Kennington effort pays dividends
Argus Observer
04/02/01
Shannon Filonczuk

Ontario dairy farmers, Clinton Kennington and his father, Hugh Kennington, recently received the "Environmental Stewardship Award."

Awards are fairly routine for some. This one was not. It is the first award of its kind from the Oregon Department of Agriculture to a dairy producer.

The Kenningtons received the award in February during the annual convention of the Oregon Dairy Farmers Association in Ontario.

To be considered for the "Environmental Stewardship Award," a dairy has to be in compliance with dairy farm permit, water quality statutes and rules. The dairy farm must also use an approved animal waste management plan and follow a nutrient management plan that includes periodic soil testing, routine manure analysis and irrigation water management.

Clinton Kennington said like the rest of Oregon dairies, he has tried to stay ahead of federal regulations for his dairy farm.

Kennington Dairy was built originally by Hugh Kennington in the 1950s. The dairy was improved in 1980 with new milking facilities.

The Kennington's dairy has about 250 cows, and approximately 140 of them are milked a day. The heifers are milked every morning and every night to produce about 7,000 pounds of milk a day, Kennington said. The milk produced by the dairy goes to the Dairy Gold plant in Caldwell for processing.

"We've worked hard at keeping all the manure we produce on this place, we get the nutrient value and the water stays clean. Stewardship is a good thing."

An example of Clinton Kennington's stewardship efforts includes managing the dairy's animal waste. In past springs, Clinton Kennington noticed the snow on the hills to the south of his farm would start melting and running across his fields. The snow runoff was a concern because it could mix with the fertilizer on the fields and contaminate the surface water if it escaped into the streams.

Clinton Kennington built a dike to contain the water and divert into waste water settling pools. The Kennington Dairy has four waste collecting ponds, one is strictly for safety, to capture any possible overflow. "We absolutely don't want anything to get away," Clinton Kennington said.

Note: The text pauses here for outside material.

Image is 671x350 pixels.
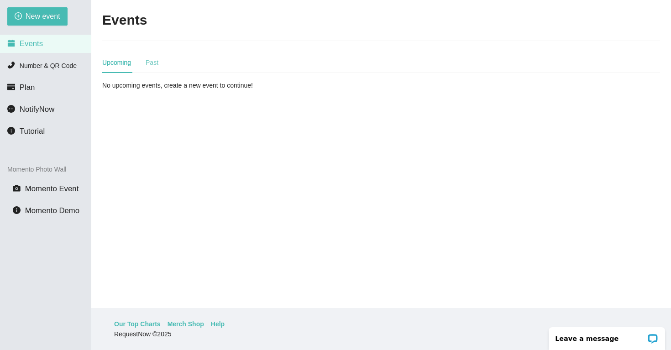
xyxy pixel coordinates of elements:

Clinton Kennington said that Oregon confined animal feeding operation officials decided that the Kennington Dairy needed three waste collecting ponds to be in zero-discharge permit compliance.

CAFO zero-discharge permit condition went into effect in 1989, ODA said. The permit is laden with many conditions, including no direct discharge or potentially harmful indirect discharge to state waters is permitted, adequate waste storage shall be provided which will be sufficient to store all manure and wastewater during periods when it cannot be safely applied to cropland without contaminating waters of the state and the permittee shall properly manage all parts of the wastewater disposal system.

All the water that is used to wash down the animal feeding areas, stalls and all the water that runs off his fields is collected and diverted to the waste water collecting ponds. In the ponds, solid animal waste is separated from liquid waste through gravity. The liquid waste is sprayed over grass, hay and barley fields for fertilization. The Kennington dairy has 45 acres of pasture to spread the nutrients from the manure on for fertilization.

"Divert the clean and contain the dirty," Clinton Kennington said as a simple way to describe his waste water management plan. "... and, try to have as little dirty water as you can."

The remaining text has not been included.